The New Yorker article tells the tale of how two SoCal chums and University of Colorado grads (Go Buffs!) Ryan and Jeremy Black "discovered" acai in the Braizilian jungle and started marketing it in the United States, kicking off what would become one of the most potent health-food marketing booms in recent history, aided and abetted by none other than Oprah.
What I found interesting about the article is not so much about the controversy surrounding the health benefits of acai (like most debates, the truth lies probably somewhere in between), but the entrepreneurial spirit of the two Black brothers and their partner Edmund Nichols. The went to the jungle with a load of credit-card debt, locked in a long-term contract to sell acai through a Brazilian producer, and spent hundreds of thousands in the first year to ship Acai to the United States. Within two years they were doing half a million in sales and now they do $50 million. Quite an adventure.

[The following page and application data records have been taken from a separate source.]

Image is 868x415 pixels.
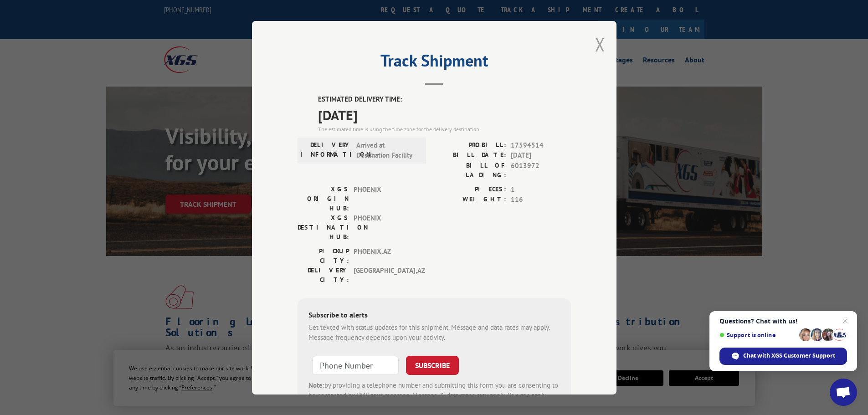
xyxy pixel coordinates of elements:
h2: Track Shipment [298,55,571,71]
div: The estimated time is using the time zone for the delivery destination. [318,125,571,133]
div: Subscribe to alerts [309,309,560,322]
span: 6013972 [511,161,571,179]
span: 1 [511,184,571,195]
span: PHOENIX [353,213,415,242]
label: PROBILL: [434,140,506,150]
button: Close modal [595,33,605,57]
label: BILL OF LADING: [434,161,506,179]
span: 17594514 [511,140,571,150]
span: [DATE] [511,150,571,161]
strong: Note: [309,380,324,388]
label: ESTIMATED DELIVERY TIME: [318,94,571,105]
span: Chat with XGS Customer Support [743,351,835,360]
label: WEIGHT: [434,195,506,205]
span: Arrived at Destination Facility [356,140,418,161]
label: PIECES: [434,184,506,195]
input: Phone Number [312,355,399,374]
span: PHOENIX , AZ [353,246,415,265]
span: 116 [511,195,571,205]
label: BILL DATE: [434,150,506,161]
span: [GEOGRAPHIC_DATA] , AZ [353,265,415,284]
span: Support is online [719,332,796,339]
label: XGS DESTINATION HUB: [298,213,349,242]
div: Get texted with status updates for this shipment. Message and data rates may apply. Message frequ... [309,322,560,342]
label: DELIVERY CITY: [298,265,349,284]
div: by providing a telephone number and submitting this form you are consenting to be contacted by SM... [309,379,560,410]
label: PICKUP CITY: [298,246,349,265]
button: SUBSCRIBE [406,355,459,374]
a: Open chat [830,379,857,406]
span: Chat with XGS Customer Support [719,348,848,365]
label: DELIVERY INFORMATION: [300,140,352,161]
span: [DATE] [318,105,571,125]
span: Questions? Chat with us! [719,317,848,325]
label: XGS ORIGIN HUB: [298,184,349,213]
span: PHOENIX [353,184,415,213]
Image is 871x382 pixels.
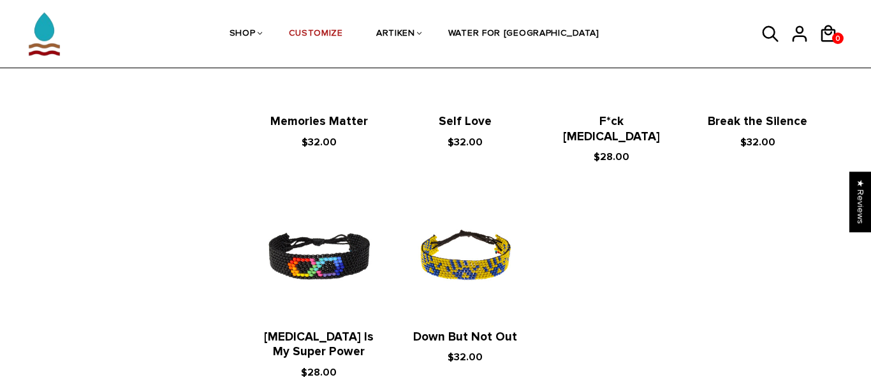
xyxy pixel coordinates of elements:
[289,1,343,68] a: CUSTOMIZE
[439,114,492,129] a: Self Love
[301,366,337,379] span: $28.00
[740,136,776,149] span: $32.00
[302,136,337,149] span: $32.00
[448,1,600,68] a: WATER FOR [GEOGRAPHIC_DATA]
[850,172,871,232] div: Click to open Judge.me floating reviews tab
[230,1,256,68] a: SHOP
[376,1,415,68] a: ARTIKEN
[594,151,630,163] span: $28.00
[563,114,660,144] a: F*ck [MEDICAL_DATA]
[832,33,844,44] a: 0
[413,330,517,344] a: Down But Not Out
[832,31,844,47] span: 0
[448,351,483,364] span: $32.00
[270,114,368,129] a: Memories Matter
[708,114,807,129] a: Break the Silence
[264,330,374,360] a: [MEDICAL_DATA] Is My Super Power
[448,136,483,149] span: $32.00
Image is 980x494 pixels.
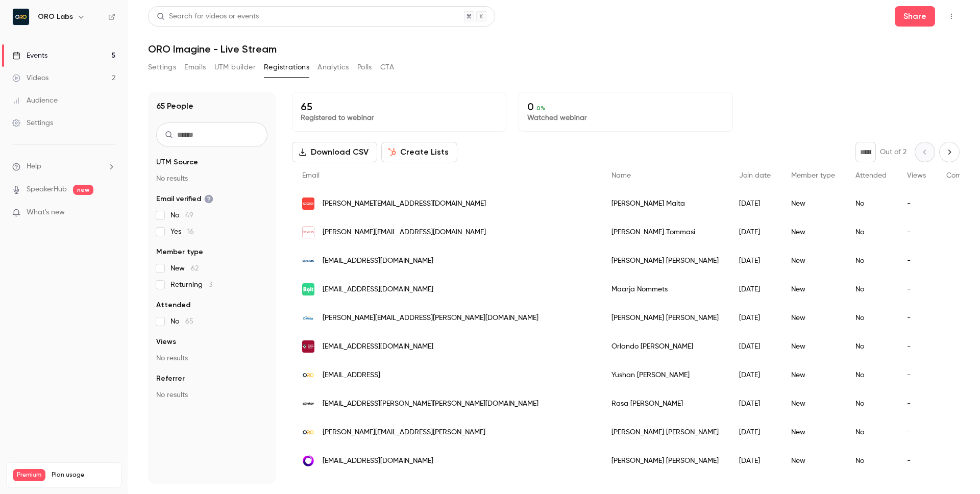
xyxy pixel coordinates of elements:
[381,142,458,162] button: Create Lists
[188,228,194,235] span: 16
[601,446,729,475] div: [PERSON_NAME] [PERSON_NAME]
[264,59,309,76] button: Registrations
[897,418,936,446] div: -
[156,100,194,112] h1: 65 People
[729,332,781,361] div: [DATE]
[781,446,846,475] div: New
[846,332,897,361] div: No
[781,189,846,218] div: New
[601,189,729,218] div: [PERSON_NAME] Maita
[12,96,58,106] div: Audience
[52,471,115,479] span: Plan usage
[13,9,29,25] img: ORO Labs
[528,100,725,113] p: 0
[27,207,65,218] span: What's new
[302,372,315,378] img: orolabs.ai
[907,172,926,179] span: Views
[302,226,315,238] img: revlon.com
[781,418,846,446] div: New
[148,59,176,76] button: Settings
[729,218,781,247] div: [DATE]
[209,281,212,289] span: 3
[611,172,631,179] span: Name
[729,446,781,475] div: [DATE]
[184,59,206,76] button: Emails
[601,390,729,418] div: Rasa [PERSON_NAME]
[781,218,846,247] div: New
[323,455,434,466] span: [EMAIL_ADDRESS][DOMAIN_NAME]
[846,275,897,304] div: No
[170,316,194,326] span: No
[302,172,319,179] span: Email
[601,275,729,304] div: Maarja Nommets
[781,304,846,332] div: New
[323,341,434,352] span: [EMAIL_ADDRESS][DOMAIN_NAME]
[170,227,194,237] span: Yes
[537,104,546,112] span: 0 %
[729,189,781,218] div: [DATE]
[186,318,194,325] span: 65
[156,157,267,400] section: facet-groups
[897,247,936,275] div: -
[897,332,936,361] div: -
[323,427,486,437] span: [PERSON_NAME][EMAIL_ADDRESS][PERSON_NAME]
[302,255,315,267] img: vestas.com
[323,370,381,380] span: [EMAIL_ADDRESS]
[323,284,434,295] span: [EMAIL_ADDRESS][DOMAIN_NAME]
[846,247,897,275] div: No
[729,361,781,390] div: [DATE]
[528,113,725,123] p: Watched webinar
[323,227,486,238] span: [PERSON_NAME][EMAIL_ADDRESS][DOMAIN_NAME]
[214,59,255,76] button: UTM builder
[191,265,199,272] span: 62
[186,211,194,219] span: 49
[781,275,846,304] div: New
[27,184,67,195] a: SpeakerHub
[781,361,846,390] div: New
[12,118,53,128] div: Settings
[897,390,936,418] div: -
[27,162,41,172] span: Help
[156,374,185,384] span: Referrer
[156,390,267,400] p: No results
[38,12,73,22] h6: ORO Labs
[601,218,729,247] div: [PERSON_NAME] Tommasi
[301,113,498,123] p: Registered to webinar
[897,218,936,247] div: -
[939,142,960,162] button: Next page
[12,162,115,172] li: help-dropdown-opener
[895,6,935,27] button: Share
[156,247,203,257] span: Member type
[103,208,115,217] iframe: Noticeable Trigger
[148,43,960,55] h1: ORO Imagine - Live Stream
[292,142,377,162] button: Download CSV
[729,275,781,304] div: [DATE]
[729,390,781,418] div: [DATE]
[781,332,846,361] div: New
[323,255,434,267] span: [EMAIL_ADDRESS][DOMAIN_NAME]
[302,430,315,435] img: orolabs.ai
[897,361,936,390] div: -
[302,283,315,295] img: bolt.eu
[13,469,45,481] span: Premium
[897,275,936,304] div: -
[880,147,907,157] p: Out of 2
[302,340,315,352] img: gmp36.hbs.edu
[323,312,539,324] span: [PERSON_NAME][EMAIL_ADDRESS][PERSON_NAME][DOMAIN_NAME]
[156,353,267,363] p: No results
[601,361,729,390] div: Yushan [PERSON_NAME]
[317,59,349,76] button: Analytics
[12,73,49,83] div: Videos
[156,194,214,204] span: Email verified
[381,59,394,76] button: CTA
[729,304,781,332] div: [DATE]
[156,157,198,168] span: UTM Source
[357,59,372,76] button: Polls
[601,304,729,332] div: [PERSON_NAME] [PERSON_NAME]
[156,174,267,184] p: No results
[856,172,887,179] span: Attended
[846,189,897,218] div: No
[12,51,47,61] div: Events
[157,11,259,22] div: Search for videos or events
[846,446,897,475] div: No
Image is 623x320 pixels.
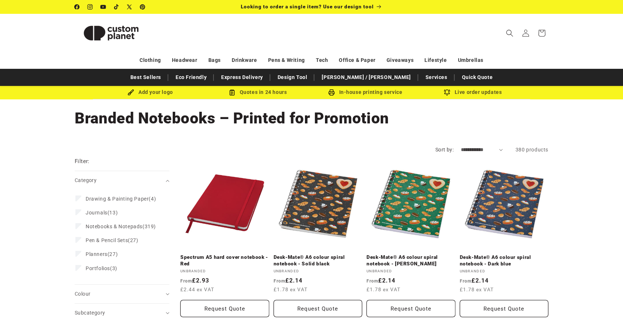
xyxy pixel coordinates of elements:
[366,254,455,267] a: Desk-Mate® A6 colour spiral notebook - [PERSON_NAME]
[316,54,328,67] a: Tech
[75,291,90,297] span: Colour
[75,310,105,316] span: Subcategory
[339,54,375,67] a: Office & Paper
[217,71,267,84] a: Express Delivery
[127,71,165,84] a: Best Sellers
[127,89,134,96] img: Brush Icon
[172,54,197,67] a: Headwear
[180,254,269,267] a: Spectrum A5 hard cover notebook - Red
[460,300,549,317] button: Request Quote
[86,209,118,216] span: (13)
[75,109,548,128] h1: Branded Notebooks – Printed for Promotion
[502,25,518,41] summary: Search
[86,210,107,216] span: Journals
[86,237,138,244] span: (27)
[232,54,257,67] a: Drinkware
[139,54,161,67] a: Clothing
[241,4,374,9] span: Looking to order a single item? Use our design tool
[75,17,148,50] img: Custom Planet
[86,196,149,202] span: Drawing & Painting Paper
[274,71,311,84] a: Design Tool
[311,88,419,97] div: In-house printing service
[422,71,451,84] a: Services
[328,89,335,96] img: In-house printing
[75,157,90,166] h2: Filter:
[75,285,169,303] summary: Colour (0 selected)
[268,54,305,67] a: Pens & Writing
[172,71,210,84] a: Eco Friendly
[86,251,107,257] span: Planners
[97,88,204,97] div: Add your logo
[86,196,156,202] span: (4)
[86,266,110,271] span: Portfolios
[86,251,118,258] span: (27)
[86,223,156,230] span: (319)
[424,54,447,67] a: Lifestyle
[75,171,169,190] summary: Category (0 selected)
[274,300,362,317] button: Request Quote
[444,89,450,96] img: Order updates
[180,300,269,317] button: Request Quote
[72,14,150,52] a: Custom Planet
[386,54,413,67] a: Giveaways
[86,224,142,229] span: Notebooks & Notepads
[419,88,526,97] div: Live order updates
[458,71,496,84] a: Quick Quote
[204,88,311,97] div: Quotes in 24 hours
[458,54,483,67] a: Umbrellas
[229,89,235,96] img: Order Updates Icon
[318,71,414,84] a: [PERSON_NAME] / [PERSON_NAME]
[208,54,221,67] a: Bags
[274,254,362,267] a: Desk-Mate® A6 colour spiral notebook - Solid black
[366,300,455,317] button: Request Quote
[460,254,549,267] a: Desk-Mate® A6 colour spiral notebook - Dark blue
[435,147,453,153] label: Sort by:
[86,237,128,243] span: Pen & Pencil Sets
[515,147,548,153] span: 380 products
[75,177,97,183] span: Category
[86,265,117,272] span: (3)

The other story in acai is about marketing. How does an obscure jungle fruit go from being a locally enjoyed delicacy to a multi-billion-dollar global business in ten years? Savvy marketing. The blacks hooked into real-world health research and captured the Brazilian mystique. The more nefarious marketeers later leveraged Acai into online marketing scams. But both the legitimate companies and online scammers had something in common: They knew that consumers like a good story, and you can't get much better of a story than a mysterious berry coming out of the Brazilian jungle.